- Black Egyptians sue and demand album be banned
- Row casts fresh light on racism in the region
-Taken from 'The Guardian'
-Cairo - November 2009
One of the Arab world's biggest pop stars has provoked a torrent of outrage after releasing a song which refers to black Egyptians as monkeys.
Haifa Wehbe, an award-winning Lebanese diva who has been voted one of the world's most beautiful people, is now facing a lawsuit from Egyptian Nubians claiming the song has fuelled discrimination against them and made some Nubian children too afraid to attend school.
The row has cast fresh light on the position within Egyptian society of Nubians, who are descended from one of Africa's most ancient black civilisations and yet often face marginalisation in modern Egypt.
Wehbe, a 35-year-old model turned actress and singer, is widely regarded as the Middle East's most prominent sex symbol and has been no stranger to controversy in the past.

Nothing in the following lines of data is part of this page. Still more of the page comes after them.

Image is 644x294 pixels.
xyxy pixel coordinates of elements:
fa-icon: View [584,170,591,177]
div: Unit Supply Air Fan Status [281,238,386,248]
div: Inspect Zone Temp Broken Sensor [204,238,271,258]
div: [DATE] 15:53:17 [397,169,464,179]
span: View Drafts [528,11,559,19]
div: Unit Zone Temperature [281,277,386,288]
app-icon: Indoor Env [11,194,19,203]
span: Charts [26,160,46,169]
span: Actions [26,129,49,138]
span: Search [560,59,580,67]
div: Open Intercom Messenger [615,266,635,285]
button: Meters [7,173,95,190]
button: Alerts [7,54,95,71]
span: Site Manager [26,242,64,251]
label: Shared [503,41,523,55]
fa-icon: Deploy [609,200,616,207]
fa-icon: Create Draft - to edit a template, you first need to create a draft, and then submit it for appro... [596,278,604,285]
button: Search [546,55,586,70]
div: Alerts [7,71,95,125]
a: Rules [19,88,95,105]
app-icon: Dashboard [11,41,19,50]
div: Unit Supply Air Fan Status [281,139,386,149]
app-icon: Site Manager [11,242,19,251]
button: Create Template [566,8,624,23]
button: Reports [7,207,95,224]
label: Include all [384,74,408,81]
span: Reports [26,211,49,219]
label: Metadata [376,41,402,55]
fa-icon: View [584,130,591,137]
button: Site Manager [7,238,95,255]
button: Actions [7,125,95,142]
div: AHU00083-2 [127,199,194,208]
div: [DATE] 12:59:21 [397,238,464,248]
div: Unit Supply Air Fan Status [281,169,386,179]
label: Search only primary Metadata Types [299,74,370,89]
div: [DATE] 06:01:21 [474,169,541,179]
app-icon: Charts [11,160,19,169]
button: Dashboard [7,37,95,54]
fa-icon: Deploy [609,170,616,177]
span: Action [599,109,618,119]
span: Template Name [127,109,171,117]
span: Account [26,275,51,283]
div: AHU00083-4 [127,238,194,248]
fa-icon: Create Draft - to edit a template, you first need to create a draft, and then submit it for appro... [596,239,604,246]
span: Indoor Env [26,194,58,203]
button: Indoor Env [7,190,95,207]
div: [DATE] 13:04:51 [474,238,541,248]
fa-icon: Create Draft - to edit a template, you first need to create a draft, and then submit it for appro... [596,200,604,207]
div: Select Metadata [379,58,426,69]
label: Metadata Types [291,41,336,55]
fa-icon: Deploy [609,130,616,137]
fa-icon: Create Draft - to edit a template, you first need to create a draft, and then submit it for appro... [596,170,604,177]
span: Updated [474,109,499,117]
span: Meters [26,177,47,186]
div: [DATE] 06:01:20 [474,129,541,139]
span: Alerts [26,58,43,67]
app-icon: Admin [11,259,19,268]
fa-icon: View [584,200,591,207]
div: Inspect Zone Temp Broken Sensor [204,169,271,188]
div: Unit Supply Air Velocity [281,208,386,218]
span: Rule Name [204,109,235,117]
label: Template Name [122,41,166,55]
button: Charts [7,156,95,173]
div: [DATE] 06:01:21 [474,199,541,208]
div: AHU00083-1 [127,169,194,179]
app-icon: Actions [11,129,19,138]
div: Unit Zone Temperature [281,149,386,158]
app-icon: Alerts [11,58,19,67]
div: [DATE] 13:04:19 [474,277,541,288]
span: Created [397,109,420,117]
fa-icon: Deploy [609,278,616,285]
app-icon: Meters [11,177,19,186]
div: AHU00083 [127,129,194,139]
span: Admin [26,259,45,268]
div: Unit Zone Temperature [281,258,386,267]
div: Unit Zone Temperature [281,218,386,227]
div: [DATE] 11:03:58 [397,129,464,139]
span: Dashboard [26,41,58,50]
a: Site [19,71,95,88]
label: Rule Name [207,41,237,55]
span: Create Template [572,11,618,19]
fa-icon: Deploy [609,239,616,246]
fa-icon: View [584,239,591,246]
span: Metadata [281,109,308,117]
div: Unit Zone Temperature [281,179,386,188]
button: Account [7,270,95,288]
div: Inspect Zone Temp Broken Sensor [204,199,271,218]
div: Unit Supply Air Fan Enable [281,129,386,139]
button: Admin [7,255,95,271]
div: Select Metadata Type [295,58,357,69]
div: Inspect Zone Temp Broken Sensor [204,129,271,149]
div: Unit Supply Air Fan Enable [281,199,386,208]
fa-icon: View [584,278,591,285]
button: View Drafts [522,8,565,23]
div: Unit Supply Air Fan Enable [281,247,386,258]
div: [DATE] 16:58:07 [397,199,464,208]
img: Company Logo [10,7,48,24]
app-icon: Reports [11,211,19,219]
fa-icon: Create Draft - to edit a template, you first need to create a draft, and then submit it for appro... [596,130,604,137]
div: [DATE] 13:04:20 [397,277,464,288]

Her skimpy outfits and provocative lyrics (one previous hit was entitled Ya Ibn El Halal, roughly translated as Hey, Good Little Muslim Boy) have earned her the wrath of religious conservatives and forays into the political arena have also sparked debate, including her very public praise for Hezbollah leader Hassan Nasrallah during the 2006 conflict between Israel and Lebanon.
The latest accusations of racism came after the release of her new song, Where is Daddy?, in which a child sings to Wehbe, "Where is my teddy bear and the Nubian monkey?".
Wehbe has since apologised profusely for the offending lyrics, insisting they were penned by an Egyptian songwriter who told her that "Nubian monkey" was an innocent term for a popular children's game. That hasn't stopped a group of Nubian lawyers submitting an official complaint to Egypt's public prosecutor and calling for the song to be banned.
"Everyone is upset," said Sayed Maharous, 49, the Nubian owner of a coffee shop in Cairo. Adul Raouf Mohammed, who runs a nearby store, agreed. "To compare a human being to an animal is insulting in any culture. She has denigrated an entire community of people, and now some of our children are afraid to go into school because they know they will be called monkeys in the playground."
The row over Wehbe's song has highlighted a growing sense of communal identity among Nubians in Egypt, a country where the government has traditionally promoted a very monolithic brand of nationalism, sometimes to the exclusion of religious or ethnic minorities.
Despite breaking through into the cultural mainstream – several Nubian novelists are well-regarded within Egyptian intellectual circles and Nubian singers such as Mohammed Mounir are among the most popular in the country – Egypt's estimated two million Nubians remain largely invisible on television and film, except as lampooned stereotypes.
“I think what’s interesting about the Haifa Wehbe case is the reaction of the Nubian activists,” said Nabil Abdel Fattah, the Director of History and Social Studies at the Al-Ahram Centre in Cairo. “There is a new spirit and mobilisation of Nubians as an ethnically and culturally important group within Egyptian society which wasn’t present ten or twenty years ago.” One of the biggest issues around which Nubians have rallied is the plight of thousands of Nubian families who were forcibly relocated from villages close the southern city of Aswan to make way for the Aswan Dam back in the 1960s, one of the biggest engineering projects on Earth.
Construction work on the dam destroyed much of the historic region of Nubia, which also includes parts of northern Sudan, and many Nubians claim that government promises regarding re-housing and compensation have still not been met.
Outspoken Nubian rights activists such as Haggag Adoul have argued that official antipathy towards Nubians stems from racist attitudes running deep through all Egyptian social classes and which demonises many dark-skinned communities, including Sudanese and East African refugees. But few Nubians report experiencing any overt hostility on the streets of urban centres like Cairo and Alexandria where many now are now based, and Abdel Fattah believes the explanation lies elsewhere.
“I don’t think it’s racism that’s the problem,” he argued. “Yes, there are no Nubian TV presenters, but this is due to our history of colonial rule under the Ottomans, which established light skin as a model for beauty. The same with the dam resettlement programme; the issue here is Egypt’s political decay as a whole, not a specific attack on the Nubians.”
The question of whether Egypt’s Nubians are marginalised because of their skin colour, or whether, as Abdel Fattah suggests, they are merely victims of the general political malaise afflicting the whole of Egypt looks likely to be raised again over the controversial construction of a new luxury hotel complex in Aswan by the tourism tycoon Mansour Amer. Opponents of the plan claim that the project will cause significant social and environmental damage to the surrounding Nubian area, and argue that it is yet another symbol of the unhealthy ties between the political and business elite that have developed under the unpopular regime of President Hosni Mubarak.
Nubian singer Mohamed Mounir has reportedly promised to “pull the rocks off the Great Pyramid” if government approval for Amer’s ‘Porto Aswan’ plan goes ahead.